Three years ago, Williamsburg real estate looked like a terrible bet. Saturated with amenity-laden new developments at the exact moment when the economy plunged, the neighborhood looked like a textbook case of oversupply. Except that it hasn’t turned out that way. Today, the Williamsburg market, though still evolving, is looking surprisingly stable. According to the appraisal firm Miller Samuel, new condominiums accounted for 87.8 percent of transactions here in the second quarter of this year, their biggest market share in three years. Prices were up 6.2 percent from the same period in 2010. And the Corcoran Group’s second-quarter survey found average prices up for the neighborhood’s co-ops and multifamily townhouses as well.What’s changed? The emerging neighborhood has emerged. Older, better-paid New Yorkers—the 38-year-old Pitchfork writer turned ad-agency executive who married a banker, say—have supplanted the broke-new-graduate cohort. “As Manhattan gets more homogenized and mall-ified, Williamsburg is the antidote,” says developer Douglas C. Steiner (though, it must be said, the same labels are often slapped on the new Williamsburg). Some builders also took condos off the market entirely, turning the apartments into rentals. Price cuts helped, too, though it never became the fire sale a lot of Williamsburghers were hoping for. And with only a few new projects, like the just-opened 144 North 8th Street, joining the field, supply and demand look to be well balanced again. Here’s how four once-teetering developments are faring now.
The Edge
This waterfront development sold 100 of its 565 units from spring 2008 to fall 2008. Then Lehman Brothers toppled. In the two years after that, only about 50 sold, says developer Jeff Levine. “There was very little velocity,” he says. Since last year, however, there’s been one transaction after another here—252 apartments. Now, The Edge is 70 percent sold, and “on any given weekend, we have about 150 visitors in our salesroom,” he says.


* _To do_
A faithful copy of the entire listing is what is needed.

* _Dataset records_
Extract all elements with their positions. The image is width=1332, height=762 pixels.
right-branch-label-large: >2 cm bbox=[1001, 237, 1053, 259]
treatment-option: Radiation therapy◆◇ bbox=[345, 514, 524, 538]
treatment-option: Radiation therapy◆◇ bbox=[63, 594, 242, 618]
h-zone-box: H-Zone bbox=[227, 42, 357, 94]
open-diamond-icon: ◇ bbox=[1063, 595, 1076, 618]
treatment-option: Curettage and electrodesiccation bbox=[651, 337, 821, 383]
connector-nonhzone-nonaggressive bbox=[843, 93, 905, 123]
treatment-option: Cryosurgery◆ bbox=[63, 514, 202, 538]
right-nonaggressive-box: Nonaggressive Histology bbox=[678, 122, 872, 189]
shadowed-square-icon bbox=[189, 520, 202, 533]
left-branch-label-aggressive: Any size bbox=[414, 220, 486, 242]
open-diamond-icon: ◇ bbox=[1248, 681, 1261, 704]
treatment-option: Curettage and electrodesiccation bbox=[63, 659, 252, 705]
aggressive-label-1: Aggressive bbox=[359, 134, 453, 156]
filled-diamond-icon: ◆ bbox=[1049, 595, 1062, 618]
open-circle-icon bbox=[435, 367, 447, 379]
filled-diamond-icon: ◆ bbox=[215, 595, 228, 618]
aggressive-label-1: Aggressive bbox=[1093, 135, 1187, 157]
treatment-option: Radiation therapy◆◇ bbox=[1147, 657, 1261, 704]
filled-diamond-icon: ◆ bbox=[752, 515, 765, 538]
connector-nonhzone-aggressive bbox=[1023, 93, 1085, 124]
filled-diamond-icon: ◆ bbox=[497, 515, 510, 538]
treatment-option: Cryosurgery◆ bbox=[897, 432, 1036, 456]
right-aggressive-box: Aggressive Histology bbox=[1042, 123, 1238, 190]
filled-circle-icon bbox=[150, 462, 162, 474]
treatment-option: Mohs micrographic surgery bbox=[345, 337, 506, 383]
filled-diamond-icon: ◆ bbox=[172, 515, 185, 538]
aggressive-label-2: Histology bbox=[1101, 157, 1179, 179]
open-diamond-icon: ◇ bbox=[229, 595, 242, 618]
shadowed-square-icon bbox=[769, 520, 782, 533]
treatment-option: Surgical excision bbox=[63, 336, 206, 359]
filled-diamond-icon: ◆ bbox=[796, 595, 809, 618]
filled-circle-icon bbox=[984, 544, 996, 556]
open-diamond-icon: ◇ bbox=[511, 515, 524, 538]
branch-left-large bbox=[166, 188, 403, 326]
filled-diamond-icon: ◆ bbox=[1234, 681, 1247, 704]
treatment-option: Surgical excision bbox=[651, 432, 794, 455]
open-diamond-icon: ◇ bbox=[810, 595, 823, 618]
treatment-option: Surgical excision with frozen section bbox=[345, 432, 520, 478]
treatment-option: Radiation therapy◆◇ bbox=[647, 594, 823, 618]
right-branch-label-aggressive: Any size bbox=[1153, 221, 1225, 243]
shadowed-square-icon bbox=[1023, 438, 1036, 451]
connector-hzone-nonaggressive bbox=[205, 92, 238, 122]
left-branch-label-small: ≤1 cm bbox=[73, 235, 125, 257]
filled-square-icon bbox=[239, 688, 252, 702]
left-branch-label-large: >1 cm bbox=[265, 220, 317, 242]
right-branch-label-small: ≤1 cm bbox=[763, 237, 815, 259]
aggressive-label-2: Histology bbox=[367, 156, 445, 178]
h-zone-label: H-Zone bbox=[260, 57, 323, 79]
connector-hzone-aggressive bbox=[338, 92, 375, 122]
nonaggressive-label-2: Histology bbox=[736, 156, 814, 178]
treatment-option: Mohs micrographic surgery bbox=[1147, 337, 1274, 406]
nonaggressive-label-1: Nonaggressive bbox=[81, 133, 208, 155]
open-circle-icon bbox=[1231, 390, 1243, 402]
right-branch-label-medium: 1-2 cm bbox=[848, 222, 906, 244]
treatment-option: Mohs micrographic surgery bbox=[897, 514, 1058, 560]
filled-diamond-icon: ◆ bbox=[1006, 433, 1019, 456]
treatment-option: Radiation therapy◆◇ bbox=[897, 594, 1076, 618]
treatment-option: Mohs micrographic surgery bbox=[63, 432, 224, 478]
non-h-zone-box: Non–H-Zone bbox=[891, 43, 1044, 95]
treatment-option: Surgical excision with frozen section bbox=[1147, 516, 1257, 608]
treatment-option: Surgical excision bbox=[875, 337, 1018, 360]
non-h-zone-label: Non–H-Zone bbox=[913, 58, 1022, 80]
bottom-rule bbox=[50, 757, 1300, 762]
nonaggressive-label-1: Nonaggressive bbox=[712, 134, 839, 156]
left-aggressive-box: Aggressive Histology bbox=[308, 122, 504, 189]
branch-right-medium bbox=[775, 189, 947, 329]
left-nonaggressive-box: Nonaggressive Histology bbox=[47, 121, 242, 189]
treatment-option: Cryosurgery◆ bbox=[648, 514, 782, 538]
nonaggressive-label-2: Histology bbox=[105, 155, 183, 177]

* _Response to the exercise_
Extract all elements with their positions. The image is width=1332, height=762 pixels.
right-branch-label-large: >2 cm bbox=[1001, 237, 1053, 259]
treatment-option: Radiation therapy◆◇ bbox=[345, 514, 524, 538]
treatment-option: Radiation therapy◆◇ bbox=[63, 594, 242, 618]
h-zone-box: H-Zone bbox=[227, 42, 357, 94]
open-diamond-icon: ◇ bbox=[1063, 595, 1076, 618]
treatment-option: Curettage and electrodesiccation bbox=[651, 337, 821, 383]
connector-nonhzone-nonaggressive bbox=[843, 93, 905, 123]
treatment-option: Cryosurgery◆ bbox=[63, 514, 202, 538]
right-nonaggressive-box: Nonaggressive Histology bbox=[678, 122, 872, 189]
shadowed-square-icon bbox=[189, 520, 202, 533]
left-branch-label-aggressive: Any size bbox=[414, 220, 486, 242]
open-diamond-icon: ◇ bbox=[1248, 681, 1261, 704]
treatment-option: Curettage and electrodesiccation bbox=[63, 659, 252, 705]
aggressive-label-1: Aggressive bbox=[359, 134, 453, 156]
filled-diamond-icon: ◆ bbox=[1049, 595, 1062, 618]
open-circle-icon bbox=[435, 367, 447, 379]
filled-diamond-icon: ◆ bbox=[215, 595, 228, 618]
aggressive-label-1: Aggressive bbox=[1093, 135, 1187, 157]
treatment-option: Radiation therapy◆◇ bbox=[1147, 657, 1261, 704]
filled-diamond-icon: ◆ bbox=[752, 515, 765, 538]
connector-nonhzone-aggressive bbox=[1023, 93, 1085, 124]
filled-diamond-icon: ◆ bbox=[497, 515, 510, 538]
treatment-option: Cryosurgery◆ bbox=[897, 432, 1036, 456]
right-aggressive-box: Aggressive Histology bbox=[1042, 123, 1238, 190]
filled-circle-icon bbox=[150, 462, 162, 474]
treatment-option: Mohs micrographic surgery bbox=[345, 337, 506, 383]
filled-diamond-icon: ◆ bbox=[172, 515, 185, 538]
aggressive-label-2: Histology bbox=[1101, 157, 1179, 179]
open-diamond-icon: ◇ bbox=[229, 595, 242, 618]
shadowed-square-icon bbox=[769, 520, 782, 533]
treatment-option: Surgical excision bbox=[63, 336, 206, 359]
filled-diamond-icon: ◆ bbox=[796, 595, 809, 618]
filled-circle-icon bbox=[984, 544, 996, 556]
open-diamond-icon: ◇ bbox=[511, 515, 524, 538]
branch-left-large bbox=[166, 188, 403, 326]
filled-diamond-icon: ◆ bbox=[1234, 681, 1247, 704]
treatment-option: Surgical excision bbox=[651, 432, 794, 455]
open-diamond-icon: ◇ bbox=[810, 595, 823, 618]
treatment-option: Surgical excision with frozen section bbox=[345, 432, 520, 478]
treatment-option: Radiation therapy◆◇ bbox=[647, 594, 823, 618]
right-branch-label-aggressive: Any size bbox=[1153, 221, 1225, 243]
shadowed-square-icon bbox=[1023, 438, 1036, 451]
connector-hzone-nonaggressive bbox=[205, 92, 238, 122]
left-branch-label-small: ≤1 cm bbox=[73, 235, 125, 257]
filled-square-icon bbox=[239, 688, 252, 702]
left-branch-label-large: >1 cm bbox=[265, 220, 317, 242]
right-branch-label-small: ≤1 cm bbox=[763, 237, 815, 259]
aggressive-label-2: Histology bbox=[367, 156, 445, 178]
h-zone-label: H-Zone bbox=[260, 57, 323, 79]
connector-hzone-aggressive bbox=[338, 92, 375, 122]
nonaggressive-label-2: Histology bbox=[736, 156, 814, 178]
treatment-option: Mohs micrographic surgery bbox=[1147, 337, 1274, 406]
nonaggressive-label-1: Nonaggressive bbox=[81, 133, 208, 155]
open-circle-icon bbox=[1231, 390, 1243, 402]
right-branch-label-medium: 1-2 cm bbox=[848, 222, 906, 244]
treatment-option: Mohs micrographic surgery bbox=[897, 514, 1058, 560]
filled-diamond-icon: ◆ bbox=[1006, 433, 1019, 456]
treatment-option: Radiation therapy◆◇ bbox=[897, 594, 1076, 618]
treatment-option: Mohs micrographic surgery bbox=[63, 432, 224, 478]
non-h-zone-box: Non–H-Zone bbox=[891, 43, 1044, 95]
treatment-option: Surgical excision with frozen section bbox=[1147, 516, 1257, 608]
treatment-option: Surgical excision bbox=[875, 337, 1018, 360]
non-h-zone-label: Non–H-Zone bbox=[913, 58, 1022, 80]
bottom-rule bbox=[50, 757, 1300, 762]
nonaggressive-label-1: Nonaggressive bbox=[712, 134, 839, 156]
left-aggressive-box: Aggressive Histology bbox=[308, 122, 504, 189]
branch-right-medium bbox=[775, 189, 947, 329]
left-nonaggressive-box: Nonaggressive Histology bbox=[47, 121, 242, 189]
treatment-option: Cryosurgery◆ bbox=[648, 514, 782, 538]
nonaggressive-label-2: Histology bbox=[105, 155, 183, 177]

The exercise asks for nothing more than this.